Washington–Five years after the Dodd-Frank Wall Street Reform and Consumer Production Act became law, the Consumer Financial Protection Bureau created under it is once again under fire.

At a House hearing Thursday, academic experts and Republican lawmakers criticized the bureau, questioning the authority it has and the regulatory burden it imposes on consumers across all financial sectors.

International Monetary Fund’s Research Department Director Olivier Blanchard speaks during a press briefing at a hotel in Beijing, China Tuesday, Jan. 20, 2015.

“At the heart of Dodd-Frank was the CFPB, with the ability to regulate virtually every consumer credit product under vague and poorly designed standards.” said Toddy Zywicki, professor and executive director of the Law and Economics Center at the George Mason University of Law.

Zywicki told the House Committee on Financial Services that the bureau has caused “a sweeping amount of damage to American families,” especially with its rules regarding mortgage lending and credit card access.

According to the CFPB’s own estimates, 275 million credit card accounts were closed and $1.7 trillion in credit was eliminated between July 2008 and December 2012.

“And those who bore the harm of this were the lowest-income consumers,” Zywicki said, calling the Dodd-Frank law “a destroyer of free checking to millions of Americans.”

But in a speech Wednesday, Treasury Secretary Jacob Lew praised the law and the CFPB.

“For the first time ever, consumers of financial products have a federal watchdog looking out for them,” Lew said at the Brookings Institution. “And in just a few short years, [the CFPB] brought a noticeable difference for consumers of an array of markets.”

Lew praised the CFPB for its “financial aid shopping list,” launched in 2011 to help students compare and evaluate aid options, the “simpler and easier-to-understand agreements” for credit card borrowers, as well as the tightened requirements that the agency imposes on mortgage servicing operations.

The CFPB has helped consumers by returning “more than $5.3 billion to more than 15 million Americans who have been harmed by violations of consumer protection laws,” he said.

On Thursday, however, Rep.

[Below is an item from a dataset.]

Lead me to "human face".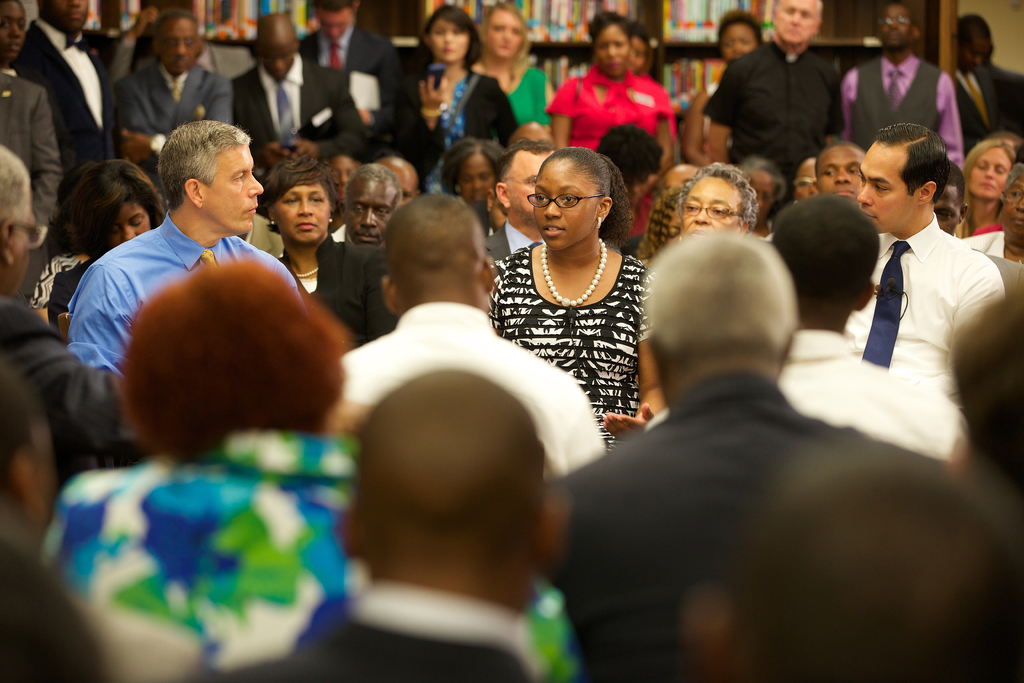
Lead to [x1=969, y1=147, x2=1015, y2=202].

Sean Duffy (R-Wis.) criticized Lew for not admitting that, thanks to Dodd-Frank, banks now have to hold on to more capital and pull out of mortgage lending activities. “These markets are now withering with the way Dodd-Frank regulates,” he said.

“The CFPB, which was tasked to protect consumers of financial products and services from discrimination, ironically, has the worst track record of all government financial agencies of EEO complaints proving the agency is negligent at worst at protecting its own employees from discrimination and retaliation,” Duffy said.

The committee began investigating allegations of discrimination and retaliation against CFPB employees in April 2014. It held a hearing in June regarding new evidence from CFPB employees on the issue.

The Committee will hold two more hearings to further examine the five-year path of the Dodd-Frank law.